Polished Pearl vs Thames Fog in Real Spaces
2 real rooms side by side. Seeing Polished Pearl and Thames Fog in actual rooms makes the difference concrete; browse the spaces below to get a feel for how each color lives on a wall.
Living Room
In a living room, color works across both daylight and evening light — the same wall can read very differently at noon and at 8pm. The LRV gap is large enough that Polished Pearl will make the room feel meaningfully brighter than Thames Fog would.
Bathroom
Bathrooms are one of the few spaces where you're genuinely enclosed by the paint color, which makes the choice between these two more consequential. Polished Pearl reflects noticeably more light off the walls, making the space read more open than Thames Fog.
Color Details
Polished Pearl vs Thames Fog Simulated Comparison
5 simulated room previews — drag the slider on each to see Polished Pearl on one side and Thames Fog on the other.
Digital color is approximate.
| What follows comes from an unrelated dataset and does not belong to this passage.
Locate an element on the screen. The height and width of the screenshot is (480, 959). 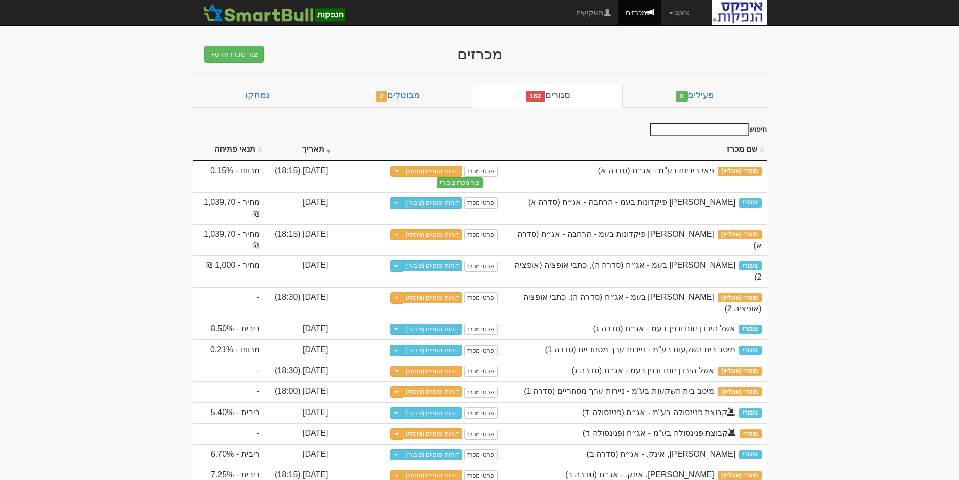
span: מוסדי is located at coordinates (750, 434).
These simulations are generated from the manufacturer's hex values and overlaid on grayscale room photos — your screen's calibration, brightness, and viewing angle all affect how they render. Before committing to either color, test physical samples in your own space under the light you actually live with.
More Polished Pearl comparisons
See how Polished Pearl stacks up against other well-photographed colors across different brands and tones.